About a month before his election to the U.S. Senate last October, Cory A. Booker arrived at Rider University in New Jersey to greet a group of high school and college-age students who packed a crowded auditorium to hear the candidate speak about his plans to improve the country’s educational system.

“How can we have a democracy in which we create, in a sense, an educational apartheid, where kids born in certain zip codes get great educations and kids born in other zip codes are trapped in schools?” Booker asked the students, sounding more like a sage pragmatist instead of a novice political partisan vying to become the first Black U.S. senator from New Jersey.

It’s that kind of starry-eyed optimism and rhetoric that first catapulted the former mayor of Newark, N.J., to the national stage, where he now seeks to be known as the education senator, much like the late Senator Edward M. Kennedy.

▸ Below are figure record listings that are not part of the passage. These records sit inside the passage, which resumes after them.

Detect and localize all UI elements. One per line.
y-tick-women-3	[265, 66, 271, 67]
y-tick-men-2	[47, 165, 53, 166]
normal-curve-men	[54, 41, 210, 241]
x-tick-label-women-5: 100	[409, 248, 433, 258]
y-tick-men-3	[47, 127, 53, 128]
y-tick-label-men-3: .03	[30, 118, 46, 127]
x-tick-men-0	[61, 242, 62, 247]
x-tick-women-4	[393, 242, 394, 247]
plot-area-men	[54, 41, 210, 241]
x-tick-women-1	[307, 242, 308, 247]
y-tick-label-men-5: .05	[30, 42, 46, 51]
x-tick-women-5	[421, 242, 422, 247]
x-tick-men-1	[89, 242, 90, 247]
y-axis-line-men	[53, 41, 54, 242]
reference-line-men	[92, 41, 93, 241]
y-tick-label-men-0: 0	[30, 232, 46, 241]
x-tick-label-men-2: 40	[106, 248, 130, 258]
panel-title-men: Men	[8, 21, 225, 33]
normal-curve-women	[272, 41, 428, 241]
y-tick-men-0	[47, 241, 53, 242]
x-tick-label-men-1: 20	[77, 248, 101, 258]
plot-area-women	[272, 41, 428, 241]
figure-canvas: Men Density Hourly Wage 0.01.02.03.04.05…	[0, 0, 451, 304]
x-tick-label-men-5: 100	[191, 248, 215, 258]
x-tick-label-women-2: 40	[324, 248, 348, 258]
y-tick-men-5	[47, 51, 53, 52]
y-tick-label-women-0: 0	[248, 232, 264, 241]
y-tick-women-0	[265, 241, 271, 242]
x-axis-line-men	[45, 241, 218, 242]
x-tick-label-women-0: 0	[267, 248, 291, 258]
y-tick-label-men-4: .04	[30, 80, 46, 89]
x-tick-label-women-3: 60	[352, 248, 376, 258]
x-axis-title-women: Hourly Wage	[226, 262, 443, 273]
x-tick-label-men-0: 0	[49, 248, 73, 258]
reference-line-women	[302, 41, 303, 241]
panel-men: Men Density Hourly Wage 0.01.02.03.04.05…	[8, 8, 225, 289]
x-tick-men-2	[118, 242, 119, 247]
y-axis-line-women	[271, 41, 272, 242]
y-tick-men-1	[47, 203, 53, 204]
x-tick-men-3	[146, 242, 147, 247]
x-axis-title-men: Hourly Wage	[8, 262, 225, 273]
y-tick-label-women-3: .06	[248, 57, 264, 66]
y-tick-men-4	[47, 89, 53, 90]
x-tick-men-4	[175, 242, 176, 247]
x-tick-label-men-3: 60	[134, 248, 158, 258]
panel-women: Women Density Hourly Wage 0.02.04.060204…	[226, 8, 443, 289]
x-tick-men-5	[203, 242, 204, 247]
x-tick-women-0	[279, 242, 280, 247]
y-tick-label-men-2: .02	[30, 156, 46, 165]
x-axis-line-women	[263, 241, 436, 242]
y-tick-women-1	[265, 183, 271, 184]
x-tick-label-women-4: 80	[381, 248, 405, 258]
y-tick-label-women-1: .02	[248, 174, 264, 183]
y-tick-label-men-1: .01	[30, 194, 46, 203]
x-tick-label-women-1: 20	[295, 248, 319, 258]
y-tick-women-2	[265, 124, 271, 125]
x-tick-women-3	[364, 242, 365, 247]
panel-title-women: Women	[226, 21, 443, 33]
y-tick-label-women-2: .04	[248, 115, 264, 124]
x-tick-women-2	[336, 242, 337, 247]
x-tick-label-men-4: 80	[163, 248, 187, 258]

His fame has kept pundits monitoring his every move, even as they speculate about his political future. Simply put, they want to know if the former Stanford honors student, Yale Law School graduate and Rhodes Scholar has ambitions of someday becoming president of the United States of America.

It’s a fair question, considering Booker’s political trajectory. Some suspect that he may indeed want to someday follow in the footsteps of Barack Obama, who entered the U.S. Senate in 2004 little unknown outside of Illinois but quickly became a formidable candidate for higher office and went on to defeat John McCain, a veteran senator and Vietnam War hero, to win the White House.

But if Booker has political aspirations that stretch beyond the U.S. Senate, he won’t say, at least not now.